Global Warming History Is Written In Trees
Global warming: bad for the Earth, but possibly good for the Eastern European political climate?
Tree samples from Eastern Europe confirm that the recent warming in the region is outpacing any natural climate variations seen since the Middle Ages -- and also reveal that some of the biggest plague outbreaks and political conflicts occurred during colder periods.
Establishing the history of climate that occurred before we had satellites and weather stations at our disposal is difficult. But scientists can often ascertain historical variations in temperatures from indirect kinds of evidence. Climate leaves its traces in rocks, ice sheets and even trees.
The science of deducing climate from trees, or “dendroclimatology,” involves studying the annual rings that can be seen in horizontal cross-sections of the trunk. Wider tree rings generally correspond with better growing conditions, while thinner rings mean leaner times.
While there are some European climate records that reach back to medieval times, there isn’t much hard evidence for climate conditions in Eastern Europe.
To fill in the gap, researcher Ulf Buntgen and his team took samples from 282 living larch trees and 283 pieces of larch timber used in construction, all from a northern Slovakian forest region. Some of the samples dated all the way back to 963 A.D. Examining the rings of the tree samples, the scientists were able to get a picture of how temperatures from May to June varied from year to year and century to century in that region.
Their results, published on Monday in the Proceedings of the National Academy of Sciences, show that recent decades have been very different than the rest of the 972-year-long period studied. Twenty of the 33 warmest years occurred after 1960, and the warmest May-June period recorded was in 2011. The warmest 30-year interval was from 1957 to 1989, according to the paper.
Or, to put it more succinctly, recent warming attributed to human activity “exceeds the range of past natural climate variability,” the authors wrote.
Eastern Europe in the Middle Ages was a much chillier place, it turns out. The coldest period the researchers found was in the spring of 1248. Buntgen and his colleagues also found an interesting correlation between prolonged cold periods and past social and political upheaval.
“The Black Death in the mid-14th century, the Thirty Years War in the early 17th century and the French invasion of Russia in the early 19th century all occurred during the coldest episodes of the last millennium,” the authors wrote.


■ How to complete this task:
Since pictures do not belong in the copy, please repeat every record below exactly without them.

■ Exercise input:
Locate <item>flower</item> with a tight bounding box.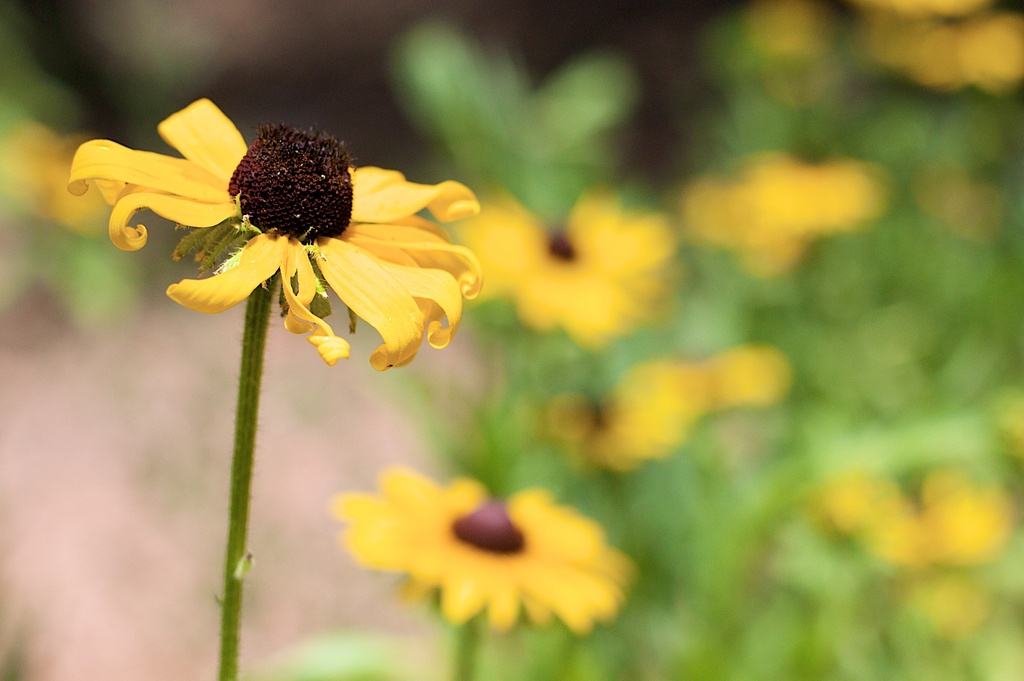
577 356 686 475.
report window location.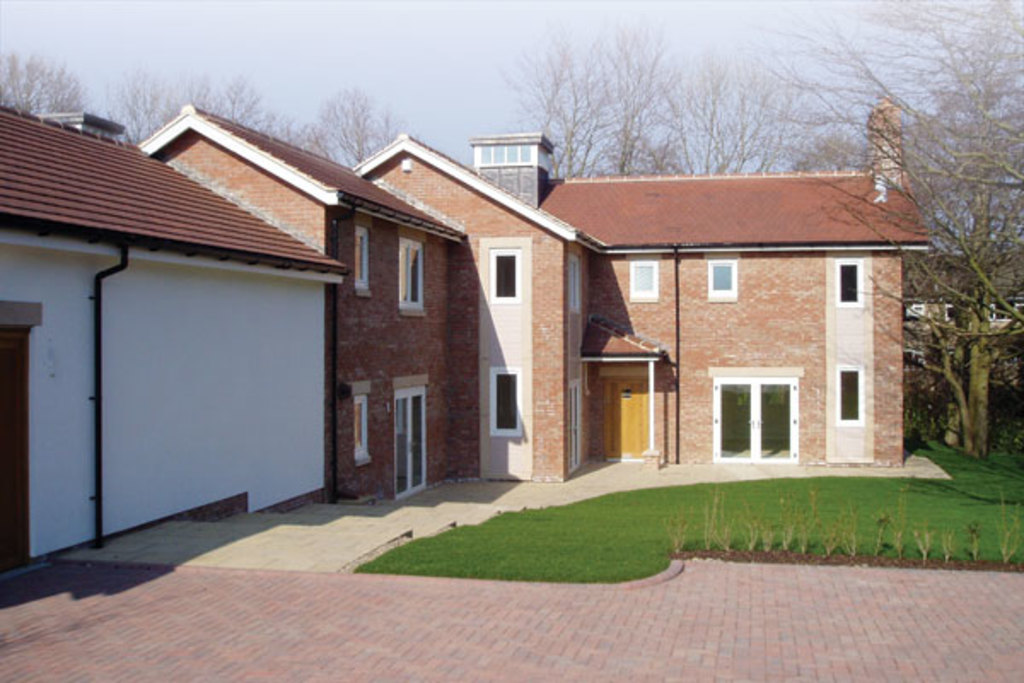
Report: 478, 143, 492, 166.
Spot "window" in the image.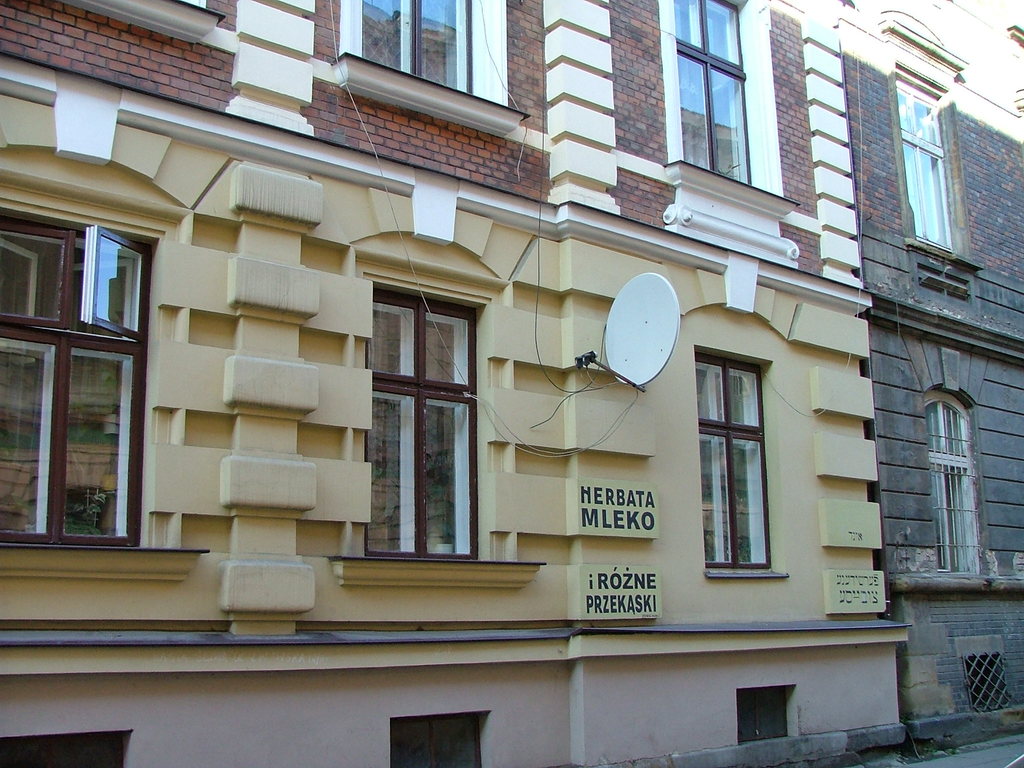
"window" found at locate(690, 345, 774, 573).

■ Response:
Locate <item>flower</item> with a tight bounding box.
577 356 686 475.
report window location.
Report: 478, 143, 492, 166.
Spot "window" in the image.
"window" found at locate(690, 345, 774, 573).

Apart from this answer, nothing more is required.